Article Lead Image

clipart.co | Remix by Jason Reed

Oregon residents tell armed militants ‘go home’

'You can’t just come into our community and intimidate our elderly.'

 

Dell Cameron

Tech

Posted on Jan 7, 2016   Updated on May 27, 2021, 9:48 am CDT

It’s time for the out-of-state militia in Oregon to pack up and go home.

That was the reigning consensus at a meeting Wednesday night where hundreds of Harney County residents gathered to discuss the militia’s presence. Even those who said they empathized with the grievances voiced by the militia agreed it was time to end the armed occupation of the Malheur National Wildlife Refuge.

“You can’t just come into our community and intimidate our elderly.” 

The so-called overwhelming community support for the group’s takeover was nowhere to be heard at the fairground meeting, which included some 500 working-class residents, according to the Guardian

It was time to “mend fences,” said Harney County Sheriff David Ward. “I’ve got my own frustrations. We’ve got visitors in town that have their frustrations. But there’s appropriate ways to work out our differences.”

“This county is a united family and we don’t need people to come here from someplace else and tell us how to live our lives,” Ward continued. His parents, who are both in their 70s and have heart conditions, have reportedly faced harassment. “You can’t just come into our community and intimidate our elderly,” he said.

Ward said his wife, too, had been followed by strangers. Out of concern for her safety, she left town when her tire was discovered slashed. Some of the anonymous letters Ward has received contain death threats, he said.

“There’s some people here in the room from outside of the community that participated and tried to do a peaceful rally that got hijacked, and people used that for a platform to do something that wasn’t OK,” the sheriff added to the applause of the crowd. “And I’m here today to ask those folks to go home and let us get back to our lives in Harney County.”

Ryan Bundy, brother of militia leader Ammon Bundy, promised the militants would disperse if the community asked them to leave during an interview Monday.

“This is their county—we can’t be here and force this on them,” Bundy told Oregon Public Broadcasting. “If they don’t want to retrieve their rights, and if the county people tell us to leave, we’ll leave.”

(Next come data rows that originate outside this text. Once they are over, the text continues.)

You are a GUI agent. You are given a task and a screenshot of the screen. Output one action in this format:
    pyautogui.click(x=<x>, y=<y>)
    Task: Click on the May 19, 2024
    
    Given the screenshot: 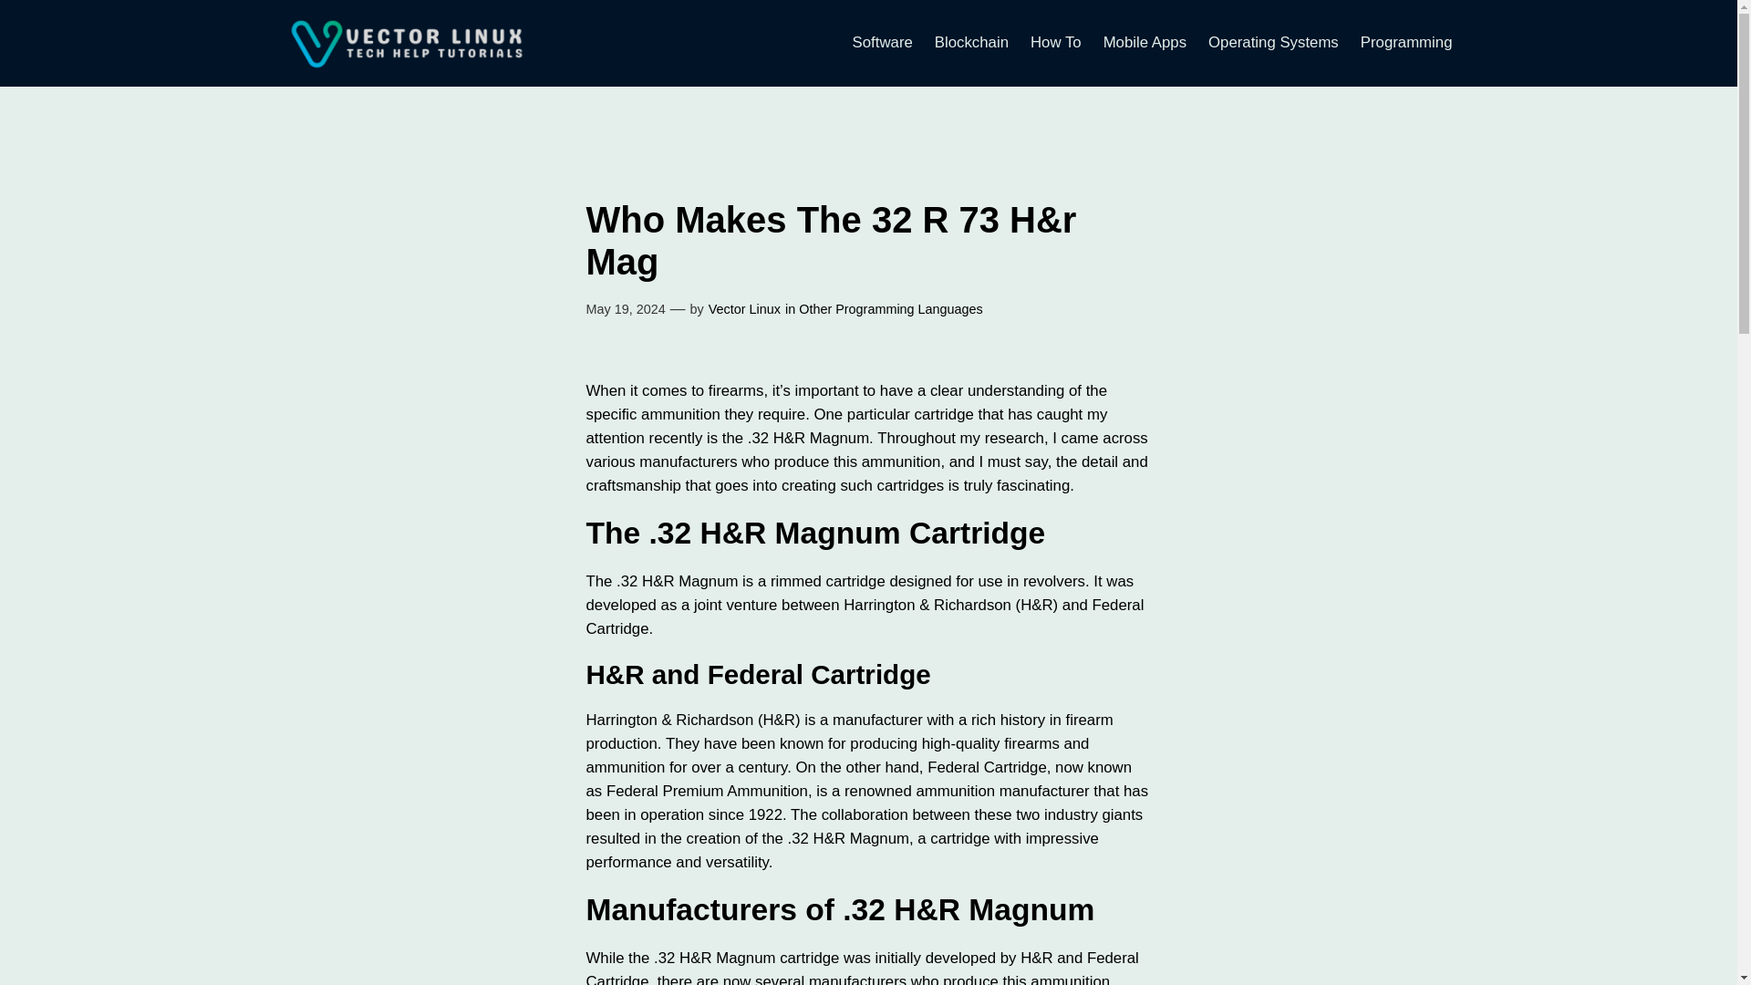 What is the action you would take?
    pyautogui.click(x=625, y=308)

The armed group, which calls itself “Citizens for Constitutional Freedom,” has occupied the federal outpost since Saturday, professing support for Dwight and Steven Hammond, a father and son pair of ranchers convicted of setting fire to federal land. The Hammond family has repeatedly rejected the militia’s support, however.

On Wednesday, leaders of the Burns Paiute Indian Colony of Oregon, which regards the refuge as sacred, called for the militia to be expelled. “The protesters have no right to this land,” tribal leader Charlotte Rodrique told reporters. “It belongs to the native people who live here.”